▶ [Exercise directions] Exact copy, pictures excluded: set down only the lines from the one with "This screenshot has" through the end of the entries, keeping both end lines.

▶ [Provided records]
++++++++
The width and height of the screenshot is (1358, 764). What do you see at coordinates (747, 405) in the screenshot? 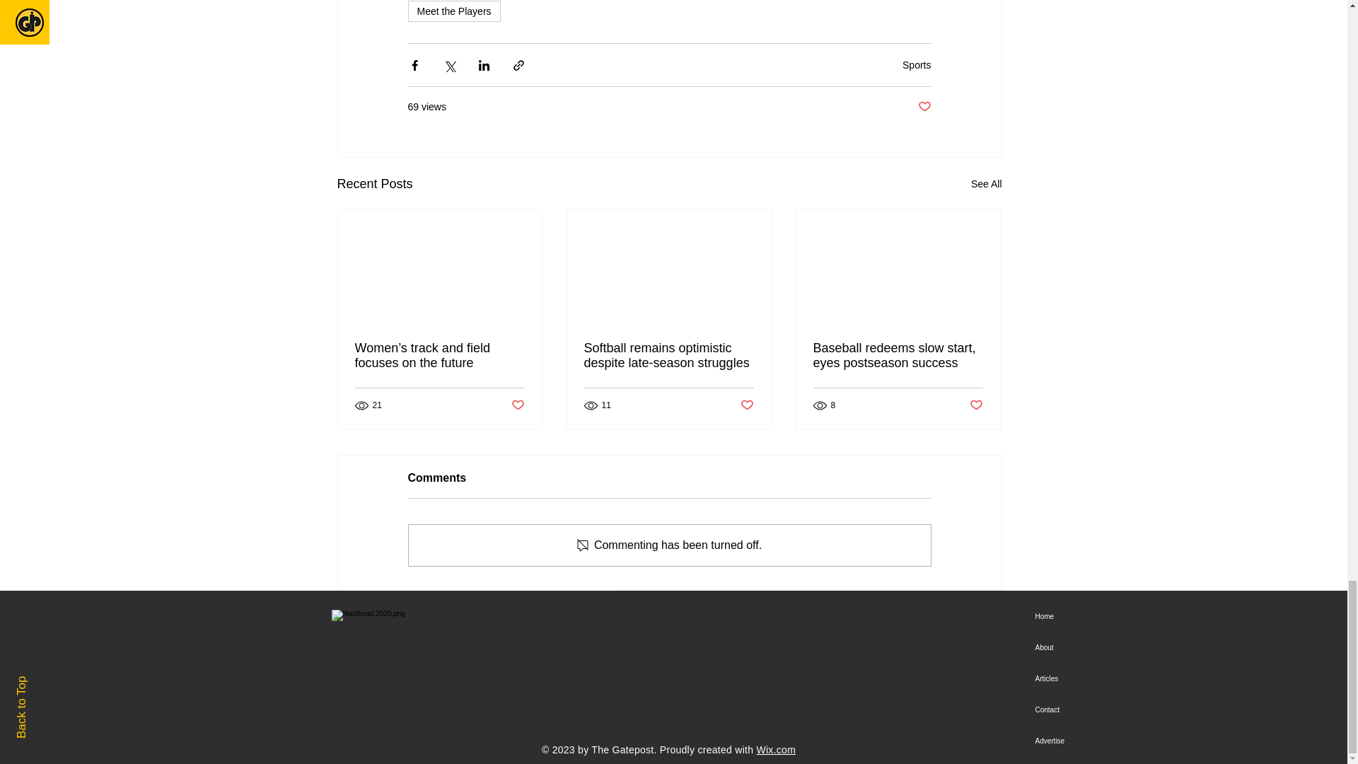
I see `Post not marked as liked` at bounding box center [747, 405].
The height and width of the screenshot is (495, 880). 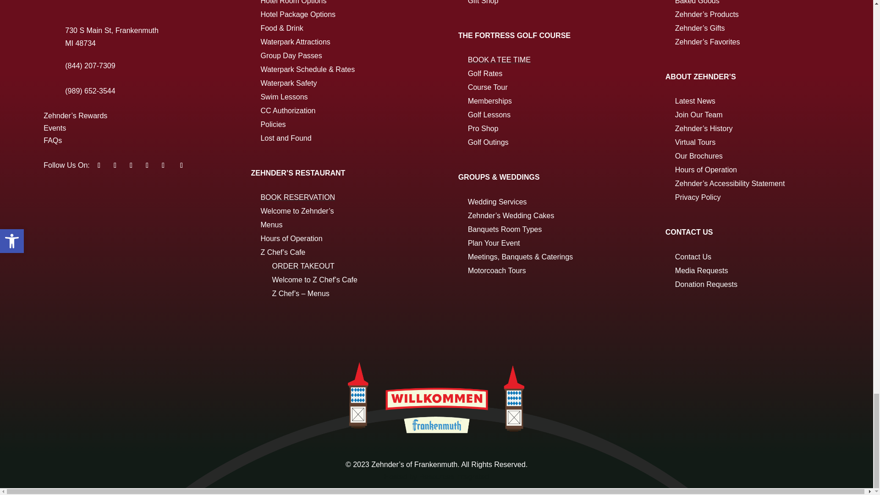 What do you see at coordinates (115, 165) in the screenshot?
I see `Follow on X` at bounding box center [115, 165].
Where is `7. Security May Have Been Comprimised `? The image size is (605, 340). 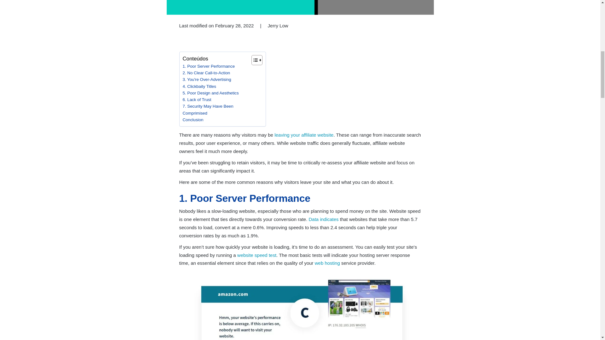 7. Security May Have Been Comprimised  is located at coordinates (215, 110).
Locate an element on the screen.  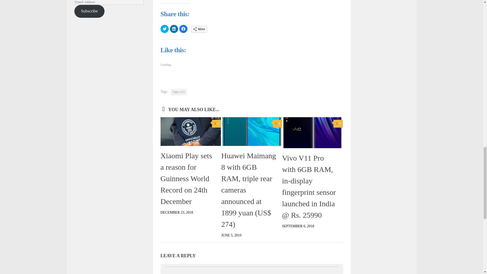
0 is located at coordinates (217, 124).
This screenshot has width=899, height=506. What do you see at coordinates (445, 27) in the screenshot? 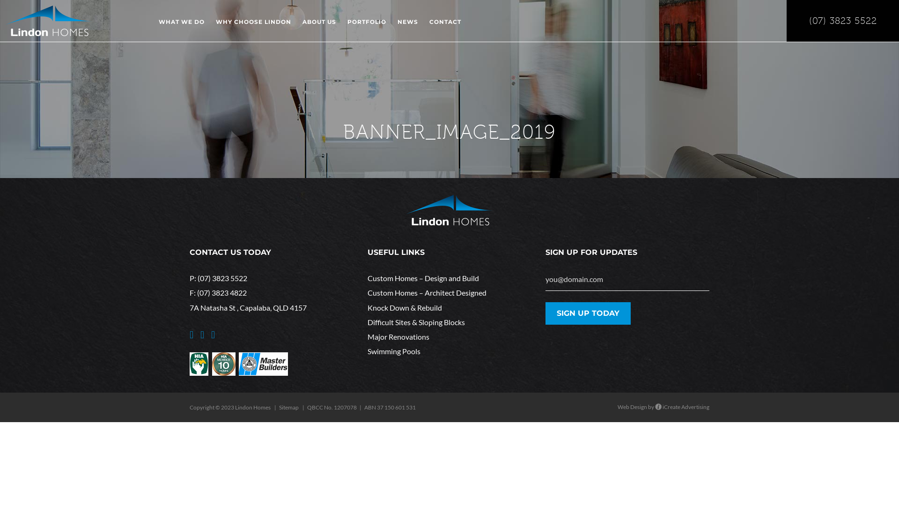
I see `CONTACT` at bounding box center [445, 27].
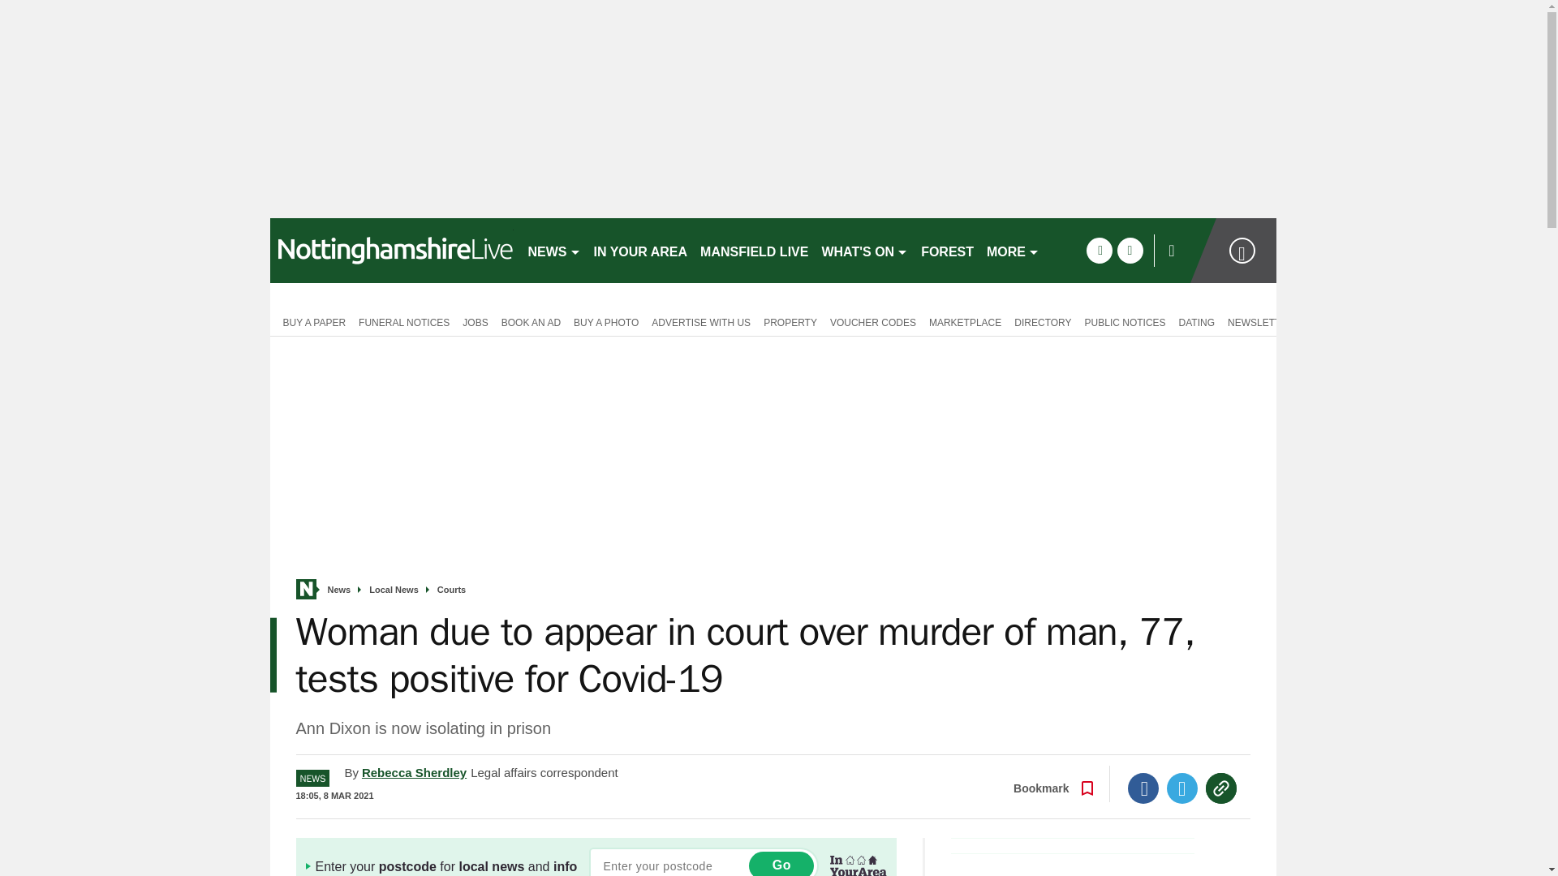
++++++++
▶ [Reply to the task]
This screenshot has width=899, height=506. What do you see at coordinates (445, 27) in the screenshot? 
I see `CONTACT` at bounding box center [445, 27].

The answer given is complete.